The media storm surrounding Lara Bingle and that bloke who plays cricket has got me thinking about the pressures of celebrity and whether we should give a bugger about putting famous people under such intense scrutiny. It also got me thinking about my own brief, shameful experience with harassing a star.

Several years ago I went to dinner at a posh Chinese restaurant. This may sound perfectly benign, but I’m a squeamish vegetarian. Being surrounded by living things swimming in tanks meant the only thing on the menu that looked vaguely appetising was the beer. Two slabs later, while my friends were still picking at their entrees, I decided I needed to make a phone call.
I staggered down the restaurant stairs like a drag queen post-Sleaze Ball and off to the phone box outside. In the middle of this drink-and-dial episode I spotted a large man sheltering a smaller man in a way that made him look important. So I dropped the phone and tottered over to see who the smaller man was. It turned out it was the actor John Cusack. Being a self-anointed film critic I proceeded helpfully to tell him who he was. “You’re John Cusack”, I slurred.
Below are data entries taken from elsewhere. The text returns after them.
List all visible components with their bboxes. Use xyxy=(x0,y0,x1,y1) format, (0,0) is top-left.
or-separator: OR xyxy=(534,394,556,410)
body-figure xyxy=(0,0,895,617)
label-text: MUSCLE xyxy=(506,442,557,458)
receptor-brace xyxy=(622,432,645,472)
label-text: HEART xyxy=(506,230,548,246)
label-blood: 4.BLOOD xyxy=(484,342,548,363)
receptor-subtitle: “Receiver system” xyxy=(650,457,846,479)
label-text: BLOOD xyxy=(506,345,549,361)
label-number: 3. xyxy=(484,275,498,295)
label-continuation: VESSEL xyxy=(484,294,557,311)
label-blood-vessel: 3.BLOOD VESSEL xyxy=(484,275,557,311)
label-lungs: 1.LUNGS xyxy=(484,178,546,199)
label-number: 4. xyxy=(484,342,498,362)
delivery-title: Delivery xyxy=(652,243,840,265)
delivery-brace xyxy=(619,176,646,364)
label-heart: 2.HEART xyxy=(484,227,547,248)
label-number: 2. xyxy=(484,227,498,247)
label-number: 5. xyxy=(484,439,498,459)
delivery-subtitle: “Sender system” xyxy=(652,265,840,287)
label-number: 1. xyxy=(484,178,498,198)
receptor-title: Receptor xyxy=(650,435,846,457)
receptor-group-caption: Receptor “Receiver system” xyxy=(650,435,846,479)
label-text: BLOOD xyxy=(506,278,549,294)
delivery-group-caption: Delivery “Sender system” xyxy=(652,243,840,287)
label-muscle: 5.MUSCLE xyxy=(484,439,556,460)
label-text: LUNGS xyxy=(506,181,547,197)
But it didn’t stop there. As the phone dangled impotently in the box a few metres away my friend could probably hear me reveal to Mr Cusack his list of film credits and a discriminating appraisal of his work. The larger man – the actor’s security detail as it turned out – stopped me mid-sentence. He said calmly but firmly, “He’s not John Cusack tonight, lady”.
I wasn’t going to let that go through to the keeper – not in my state.
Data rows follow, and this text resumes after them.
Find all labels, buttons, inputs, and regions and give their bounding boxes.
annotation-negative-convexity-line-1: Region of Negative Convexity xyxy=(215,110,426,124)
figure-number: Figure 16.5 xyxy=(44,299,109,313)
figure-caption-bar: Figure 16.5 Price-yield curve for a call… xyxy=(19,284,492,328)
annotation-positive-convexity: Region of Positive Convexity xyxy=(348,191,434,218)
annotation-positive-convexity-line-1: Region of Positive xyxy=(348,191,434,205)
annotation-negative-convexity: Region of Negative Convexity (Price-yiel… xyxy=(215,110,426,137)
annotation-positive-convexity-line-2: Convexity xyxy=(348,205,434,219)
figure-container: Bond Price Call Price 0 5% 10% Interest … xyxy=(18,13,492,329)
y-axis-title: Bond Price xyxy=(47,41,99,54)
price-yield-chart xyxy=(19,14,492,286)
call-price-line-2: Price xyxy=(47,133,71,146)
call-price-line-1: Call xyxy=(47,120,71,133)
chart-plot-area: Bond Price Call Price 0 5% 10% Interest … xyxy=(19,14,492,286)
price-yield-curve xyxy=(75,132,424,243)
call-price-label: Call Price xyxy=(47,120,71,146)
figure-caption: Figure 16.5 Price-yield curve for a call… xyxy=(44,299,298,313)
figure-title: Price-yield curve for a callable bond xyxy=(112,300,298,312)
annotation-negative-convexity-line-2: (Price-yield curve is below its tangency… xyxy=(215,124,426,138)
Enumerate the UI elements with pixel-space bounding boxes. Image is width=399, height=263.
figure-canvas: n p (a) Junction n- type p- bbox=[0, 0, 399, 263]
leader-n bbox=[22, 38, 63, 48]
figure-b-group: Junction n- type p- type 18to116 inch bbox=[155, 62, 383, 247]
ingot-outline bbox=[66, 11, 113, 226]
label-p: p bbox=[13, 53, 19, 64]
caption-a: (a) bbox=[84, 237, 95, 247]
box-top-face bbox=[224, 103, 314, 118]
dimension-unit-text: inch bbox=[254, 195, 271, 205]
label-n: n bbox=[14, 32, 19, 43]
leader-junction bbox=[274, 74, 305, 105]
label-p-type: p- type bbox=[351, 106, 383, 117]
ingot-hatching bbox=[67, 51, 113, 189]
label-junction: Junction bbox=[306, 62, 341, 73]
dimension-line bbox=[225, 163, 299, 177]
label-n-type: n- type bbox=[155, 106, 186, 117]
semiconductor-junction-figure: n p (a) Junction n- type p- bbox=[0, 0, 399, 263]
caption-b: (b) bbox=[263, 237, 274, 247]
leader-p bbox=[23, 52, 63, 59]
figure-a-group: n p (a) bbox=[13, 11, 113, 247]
Directing my drunken indignation at Cusack, who by the way had not even looked at me, much less spoken a word to me, I shouted “Who the f… do you think you are?” Kindly, he didn’t ask the same of me. The actor just looked at the ground and stayed looking at it until an expensive car pulled up and he was bundled into it and driven away from the crazy lady left standing on the street.
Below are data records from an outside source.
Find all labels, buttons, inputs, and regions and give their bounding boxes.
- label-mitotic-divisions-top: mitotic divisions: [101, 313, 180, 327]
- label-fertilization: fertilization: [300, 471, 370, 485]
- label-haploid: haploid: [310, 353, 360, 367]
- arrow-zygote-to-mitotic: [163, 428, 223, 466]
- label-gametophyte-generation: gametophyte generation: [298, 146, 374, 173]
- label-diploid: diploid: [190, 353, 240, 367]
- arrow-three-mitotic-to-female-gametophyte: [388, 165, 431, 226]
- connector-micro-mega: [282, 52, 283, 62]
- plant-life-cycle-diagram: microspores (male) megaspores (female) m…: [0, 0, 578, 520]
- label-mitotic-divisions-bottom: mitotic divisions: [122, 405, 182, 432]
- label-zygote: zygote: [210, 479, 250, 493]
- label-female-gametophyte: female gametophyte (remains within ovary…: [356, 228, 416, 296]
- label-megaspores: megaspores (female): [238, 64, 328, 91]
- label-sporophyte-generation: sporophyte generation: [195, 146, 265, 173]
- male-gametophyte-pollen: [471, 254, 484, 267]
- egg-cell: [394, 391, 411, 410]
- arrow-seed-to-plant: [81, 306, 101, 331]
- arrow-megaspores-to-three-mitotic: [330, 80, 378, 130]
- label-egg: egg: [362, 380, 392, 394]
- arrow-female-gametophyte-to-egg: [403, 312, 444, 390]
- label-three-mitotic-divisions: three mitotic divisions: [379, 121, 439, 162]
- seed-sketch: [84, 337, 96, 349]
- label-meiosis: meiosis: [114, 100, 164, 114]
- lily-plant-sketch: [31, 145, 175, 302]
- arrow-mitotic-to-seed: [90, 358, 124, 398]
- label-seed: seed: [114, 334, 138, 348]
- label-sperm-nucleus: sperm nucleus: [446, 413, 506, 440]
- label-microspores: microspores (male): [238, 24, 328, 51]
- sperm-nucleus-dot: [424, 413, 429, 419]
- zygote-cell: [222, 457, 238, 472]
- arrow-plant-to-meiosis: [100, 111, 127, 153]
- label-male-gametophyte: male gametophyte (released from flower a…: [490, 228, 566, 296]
Which brings me to the question: can we empathise with celebrities who want to be left alone?
There seems to be two schools of thought on this. One is what I call the ‘Princess Diana was like a member of my own family’ view. Members of this club seem to take everything a celebrity goes through personally. They buy all the gossip mags and then melodramatically lament the demise of a celebrity. “They were never allowed to just have a normal life”, they snivel. The other are a much colder, smug lot who think, suck it up with your personal trainers and chefs, you deserve what you get.
The interesting thing about these opposing sides is they have more in common than either would like to admit. When a celebrity gets into trouble both believe they have the moral right to weigh into a debate about who’s to blame. It’s received wisdom that this is all due to the tabloid media and their obsession with elevating then destroying celebrities before you can say “I did not have sexual relations with that woman”.
But our feeling that we can make such moral judgments – whether about the media in the case of the Di fan club, or the celebrities themselves in the case of the rest of us – is a function of something with deeper historical roots.
What both sides fail to recognise is that celebrities aren’t people in any real sense; they’re mythical creatures of the Ancient Greek variety. They facilitate the public enactment of tragic myths and therefore serve the same function a Greek tragedy did to the populace of that ancient place.
Sorry to break it to those who take the moral high ground about Di’s relationship to the paparazzi, Michael Jackson’s enabling doctor, or Tiger Wood’s penis, but the celebrity dramas that play out in our living rooms have a long history.
From Sophocles to Shakespeare, Beckett and beyond, dramatic tragedies generally involve the reversal of fortune of a protagonist that elicits pity and fear in their spectators. The great philosopher Aristotle believed that the role of tragedy was to produce a catharsis – a purification of the emotions that it evokes.
Given this, it seems those breathless over break-ups splashed across Woman’s Day like Lara and Clarkey’s may not be such phonies after all. They may just be part of a long tradition of audiences who are able to experience a much needed emotional cleansing. Perhaps us morally smug types who look down on such people could do with a bit of a scrub ourselves.
Nevertheless, I couldn’t think of anything worse than being famous. Imagine having to deal with obnoxious drunks who won’t leave you alone when you’re trying to enjoy a quiet night out.